Some Time Never Imagery

Some Time Never Imagery

Pilot Terror

Any time a pilot takes his plane into the air there is always the possibility of it not coming back down against for a safe landing. This is exponentially so for military pilots. The story basically commences with a portrait in imagery of the sensory response to a pilot upon that first indication that this could be the flight that does not end putting the aircraft safely back down on earth:

“At once the knowledge came to each of the pilots that something serious was wrong, and with that knowledge there came quickly a small nervous sensation, like the point of a cold needle moving slowly over the skin of the solar plexus”

Humans

Human beings as a species come off pretty bad in most works by Dahl.
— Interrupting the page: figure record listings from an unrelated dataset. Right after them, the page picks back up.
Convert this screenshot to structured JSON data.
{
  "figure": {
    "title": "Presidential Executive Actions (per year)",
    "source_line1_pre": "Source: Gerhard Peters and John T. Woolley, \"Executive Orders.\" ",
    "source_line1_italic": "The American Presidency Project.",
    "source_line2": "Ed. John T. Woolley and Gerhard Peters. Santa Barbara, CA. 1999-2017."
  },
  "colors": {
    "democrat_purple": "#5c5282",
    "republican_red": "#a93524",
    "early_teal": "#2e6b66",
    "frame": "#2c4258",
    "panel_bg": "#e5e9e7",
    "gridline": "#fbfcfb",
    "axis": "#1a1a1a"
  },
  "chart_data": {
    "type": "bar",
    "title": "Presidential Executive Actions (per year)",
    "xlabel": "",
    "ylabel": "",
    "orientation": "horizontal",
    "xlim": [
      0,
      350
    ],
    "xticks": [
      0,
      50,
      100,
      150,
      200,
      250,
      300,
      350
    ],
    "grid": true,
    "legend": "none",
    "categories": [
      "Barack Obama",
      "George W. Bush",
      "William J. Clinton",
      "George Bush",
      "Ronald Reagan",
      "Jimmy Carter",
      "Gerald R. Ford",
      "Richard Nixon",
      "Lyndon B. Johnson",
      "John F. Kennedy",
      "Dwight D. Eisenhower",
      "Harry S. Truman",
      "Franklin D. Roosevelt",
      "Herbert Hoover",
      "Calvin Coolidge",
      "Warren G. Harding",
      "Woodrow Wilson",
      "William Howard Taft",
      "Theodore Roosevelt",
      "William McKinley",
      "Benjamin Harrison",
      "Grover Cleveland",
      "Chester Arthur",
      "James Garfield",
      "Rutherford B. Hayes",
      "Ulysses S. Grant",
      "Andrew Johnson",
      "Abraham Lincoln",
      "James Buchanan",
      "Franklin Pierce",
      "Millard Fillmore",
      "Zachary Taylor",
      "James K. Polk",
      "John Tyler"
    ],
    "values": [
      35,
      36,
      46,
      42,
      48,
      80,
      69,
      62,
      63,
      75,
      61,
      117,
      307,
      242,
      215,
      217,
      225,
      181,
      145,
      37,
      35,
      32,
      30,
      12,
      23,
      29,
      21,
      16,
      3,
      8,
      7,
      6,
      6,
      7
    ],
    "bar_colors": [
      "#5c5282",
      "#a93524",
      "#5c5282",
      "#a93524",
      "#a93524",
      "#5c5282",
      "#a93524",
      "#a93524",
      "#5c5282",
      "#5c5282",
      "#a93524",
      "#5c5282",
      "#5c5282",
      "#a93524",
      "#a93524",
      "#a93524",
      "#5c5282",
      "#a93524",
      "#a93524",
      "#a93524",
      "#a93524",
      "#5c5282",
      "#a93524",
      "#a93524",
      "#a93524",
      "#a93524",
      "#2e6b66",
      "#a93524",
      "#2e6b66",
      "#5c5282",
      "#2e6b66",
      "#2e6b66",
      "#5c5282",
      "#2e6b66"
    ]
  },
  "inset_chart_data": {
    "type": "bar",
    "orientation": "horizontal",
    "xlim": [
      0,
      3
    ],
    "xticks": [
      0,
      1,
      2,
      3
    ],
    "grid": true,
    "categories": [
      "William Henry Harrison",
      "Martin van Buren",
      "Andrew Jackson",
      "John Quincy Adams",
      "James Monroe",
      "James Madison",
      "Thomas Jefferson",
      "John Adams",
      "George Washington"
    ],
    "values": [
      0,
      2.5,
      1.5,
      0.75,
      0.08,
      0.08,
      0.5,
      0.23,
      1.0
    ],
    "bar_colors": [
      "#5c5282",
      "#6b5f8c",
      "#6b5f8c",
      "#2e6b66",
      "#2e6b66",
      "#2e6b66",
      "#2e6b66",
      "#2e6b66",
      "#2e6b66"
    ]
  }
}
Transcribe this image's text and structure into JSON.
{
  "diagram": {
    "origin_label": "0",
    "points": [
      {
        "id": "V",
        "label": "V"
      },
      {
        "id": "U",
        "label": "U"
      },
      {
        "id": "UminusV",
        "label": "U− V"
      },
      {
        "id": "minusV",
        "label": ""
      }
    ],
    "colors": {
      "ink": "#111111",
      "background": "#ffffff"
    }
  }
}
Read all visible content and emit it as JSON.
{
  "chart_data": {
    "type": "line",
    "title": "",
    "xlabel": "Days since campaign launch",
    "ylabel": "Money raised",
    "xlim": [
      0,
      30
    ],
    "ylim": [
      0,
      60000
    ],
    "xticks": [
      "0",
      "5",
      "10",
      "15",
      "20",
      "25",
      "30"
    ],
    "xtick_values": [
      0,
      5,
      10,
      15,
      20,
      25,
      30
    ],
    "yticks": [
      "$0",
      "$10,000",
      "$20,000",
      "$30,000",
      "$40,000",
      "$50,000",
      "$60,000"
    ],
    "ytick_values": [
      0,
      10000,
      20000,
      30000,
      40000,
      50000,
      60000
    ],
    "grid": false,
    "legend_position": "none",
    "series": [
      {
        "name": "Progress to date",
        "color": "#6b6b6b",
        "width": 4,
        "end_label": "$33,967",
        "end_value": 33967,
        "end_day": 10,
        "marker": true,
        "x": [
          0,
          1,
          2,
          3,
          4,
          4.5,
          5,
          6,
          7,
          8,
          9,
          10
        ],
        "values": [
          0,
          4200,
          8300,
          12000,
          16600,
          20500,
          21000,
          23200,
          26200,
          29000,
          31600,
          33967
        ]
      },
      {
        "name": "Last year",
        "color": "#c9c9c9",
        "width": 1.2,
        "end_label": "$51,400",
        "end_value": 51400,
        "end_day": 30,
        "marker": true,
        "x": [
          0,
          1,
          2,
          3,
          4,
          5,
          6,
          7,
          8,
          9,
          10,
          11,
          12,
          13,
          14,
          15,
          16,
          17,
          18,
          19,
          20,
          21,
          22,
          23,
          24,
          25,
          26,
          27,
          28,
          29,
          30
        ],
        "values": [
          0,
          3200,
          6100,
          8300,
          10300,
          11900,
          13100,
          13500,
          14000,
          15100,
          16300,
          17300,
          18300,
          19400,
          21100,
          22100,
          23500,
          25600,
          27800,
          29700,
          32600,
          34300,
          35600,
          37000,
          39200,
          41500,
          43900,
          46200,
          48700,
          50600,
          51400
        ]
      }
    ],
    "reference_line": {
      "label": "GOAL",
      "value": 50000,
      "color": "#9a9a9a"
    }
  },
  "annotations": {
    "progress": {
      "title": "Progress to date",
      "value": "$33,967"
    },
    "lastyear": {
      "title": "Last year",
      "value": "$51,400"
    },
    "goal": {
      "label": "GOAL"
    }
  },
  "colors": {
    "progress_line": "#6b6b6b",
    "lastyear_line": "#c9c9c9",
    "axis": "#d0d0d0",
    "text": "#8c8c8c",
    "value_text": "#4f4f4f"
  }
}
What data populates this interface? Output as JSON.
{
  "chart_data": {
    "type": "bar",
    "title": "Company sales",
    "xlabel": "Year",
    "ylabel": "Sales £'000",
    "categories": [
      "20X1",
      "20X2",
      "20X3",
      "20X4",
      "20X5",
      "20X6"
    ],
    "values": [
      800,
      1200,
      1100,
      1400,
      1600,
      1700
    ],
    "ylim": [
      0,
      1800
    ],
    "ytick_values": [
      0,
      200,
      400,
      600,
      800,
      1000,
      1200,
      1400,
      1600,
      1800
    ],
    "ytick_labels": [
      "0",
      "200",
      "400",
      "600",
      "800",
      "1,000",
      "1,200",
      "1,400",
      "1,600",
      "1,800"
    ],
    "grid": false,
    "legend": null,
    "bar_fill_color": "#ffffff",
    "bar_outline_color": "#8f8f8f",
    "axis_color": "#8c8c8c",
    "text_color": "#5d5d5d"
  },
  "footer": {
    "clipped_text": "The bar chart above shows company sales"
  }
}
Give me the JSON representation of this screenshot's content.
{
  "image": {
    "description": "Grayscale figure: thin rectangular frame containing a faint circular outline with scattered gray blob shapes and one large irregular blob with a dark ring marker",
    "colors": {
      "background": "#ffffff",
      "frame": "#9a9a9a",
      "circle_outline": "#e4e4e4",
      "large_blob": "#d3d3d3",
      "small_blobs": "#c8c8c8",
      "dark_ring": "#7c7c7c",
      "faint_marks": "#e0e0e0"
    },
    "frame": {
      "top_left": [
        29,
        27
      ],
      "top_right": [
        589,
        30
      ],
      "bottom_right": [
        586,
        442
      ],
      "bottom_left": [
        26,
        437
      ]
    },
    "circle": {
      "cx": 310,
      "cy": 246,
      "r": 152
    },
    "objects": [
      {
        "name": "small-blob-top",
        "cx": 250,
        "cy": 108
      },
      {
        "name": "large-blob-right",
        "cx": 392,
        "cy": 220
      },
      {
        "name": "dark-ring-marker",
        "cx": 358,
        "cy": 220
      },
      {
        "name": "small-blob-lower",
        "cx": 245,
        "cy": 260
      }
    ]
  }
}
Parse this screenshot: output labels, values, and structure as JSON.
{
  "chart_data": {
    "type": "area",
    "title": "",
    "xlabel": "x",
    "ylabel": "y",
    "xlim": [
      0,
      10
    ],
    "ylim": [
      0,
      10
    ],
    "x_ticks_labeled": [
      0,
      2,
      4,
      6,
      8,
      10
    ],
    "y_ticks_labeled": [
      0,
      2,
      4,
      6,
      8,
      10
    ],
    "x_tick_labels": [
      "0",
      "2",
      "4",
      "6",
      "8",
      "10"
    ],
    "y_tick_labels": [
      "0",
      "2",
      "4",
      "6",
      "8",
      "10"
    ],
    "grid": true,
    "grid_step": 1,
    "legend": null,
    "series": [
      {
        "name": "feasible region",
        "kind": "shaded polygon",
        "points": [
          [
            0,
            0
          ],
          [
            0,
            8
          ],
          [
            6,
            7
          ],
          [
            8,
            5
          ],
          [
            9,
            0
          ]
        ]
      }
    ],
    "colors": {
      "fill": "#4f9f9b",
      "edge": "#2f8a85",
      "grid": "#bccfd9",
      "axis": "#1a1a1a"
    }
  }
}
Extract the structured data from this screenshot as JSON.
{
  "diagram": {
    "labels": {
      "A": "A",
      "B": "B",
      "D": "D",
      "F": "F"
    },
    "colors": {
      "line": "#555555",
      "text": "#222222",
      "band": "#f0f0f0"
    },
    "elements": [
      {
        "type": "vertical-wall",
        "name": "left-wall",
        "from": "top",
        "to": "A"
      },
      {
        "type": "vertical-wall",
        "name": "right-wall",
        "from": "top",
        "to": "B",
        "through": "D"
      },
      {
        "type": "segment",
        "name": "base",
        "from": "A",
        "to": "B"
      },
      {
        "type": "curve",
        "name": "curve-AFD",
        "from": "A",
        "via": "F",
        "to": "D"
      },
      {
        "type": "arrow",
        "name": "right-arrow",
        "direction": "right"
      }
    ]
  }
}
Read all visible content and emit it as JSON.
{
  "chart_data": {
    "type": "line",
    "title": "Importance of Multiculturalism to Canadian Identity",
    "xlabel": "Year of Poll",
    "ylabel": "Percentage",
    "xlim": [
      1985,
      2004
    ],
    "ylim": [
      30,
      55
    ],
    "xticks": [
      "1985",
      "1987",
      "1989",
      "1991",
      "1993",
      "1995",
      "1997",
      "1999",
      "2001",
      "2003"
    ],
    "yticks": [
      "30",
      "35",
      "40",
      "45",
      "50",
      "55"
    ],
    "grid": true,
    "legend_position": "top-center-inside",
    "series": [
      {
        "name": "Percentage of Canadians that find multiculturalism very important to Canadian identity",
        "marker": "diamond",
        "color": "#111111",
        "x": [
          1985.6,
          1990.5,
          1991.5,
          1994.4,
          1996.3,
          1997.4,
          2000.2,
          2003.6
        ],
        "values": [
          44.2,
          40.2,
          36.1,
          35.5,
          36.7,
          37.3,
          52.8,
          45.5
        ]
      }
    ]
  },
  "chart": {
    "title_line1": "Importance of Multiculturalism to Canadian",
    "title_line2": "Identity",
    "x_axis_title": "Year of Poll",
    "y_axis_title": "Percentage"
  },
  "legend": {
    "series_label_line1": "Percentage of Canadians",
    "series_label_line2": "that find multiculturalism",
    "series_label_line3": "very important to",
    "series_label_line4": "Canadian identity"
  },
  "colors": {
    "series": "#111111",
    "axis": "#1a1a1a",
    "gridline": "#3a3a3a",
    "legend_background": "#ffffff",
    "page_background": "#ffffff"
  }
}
But the misanthropic view of the species to which he belongs rarely attains the heights of hyperbole or sinks to the depths of depravity as in the central imagery delineating the status of the sapiens:

“He is a miserable and ill-fated giant, a mountain of conceit and selfishness, a creature doomed now to perish at his own hands!”

Gremlins

The gremlins who entered the literary world as mere sprites with a perhaps too wicked sense of joy in anarchy become here a much darker creature. One can lay the blame on this transformation upon mankind, of course, and, if so, who is really to blame them for the imagery which reveals them as now being far removed from their origin as a potential Disney cartoon:

“World War III was more quick and sudden than either of its predecessors…deep down below the ground the Gremlins heard the distant whoof and roar of huge explosions; they felt the earth tremble…`There they go again!’ they shouted exultantly to one another as they listened to the faraway roar of the bombings overhead…`It’s quicker this time. Better and quicker, better and quicker, better and quicker’...they waited to see how great the destruction had been and whether the killing was complete.”

Dahl up the Misogyny

Roald Dahl is a famously misogynistic writer. Many of his most horrifically grotesque characters are females. This misogyny even gets applied to the less-than-human gremlin population. The man can’t seem to stop himself:

“a bald male is all right but a bald female, my god, it’s ugly…bald-headed and ugly as hell…worse, far worse than the male because the female of any type is always more scheming, cunning, jealous and relentless than the male.”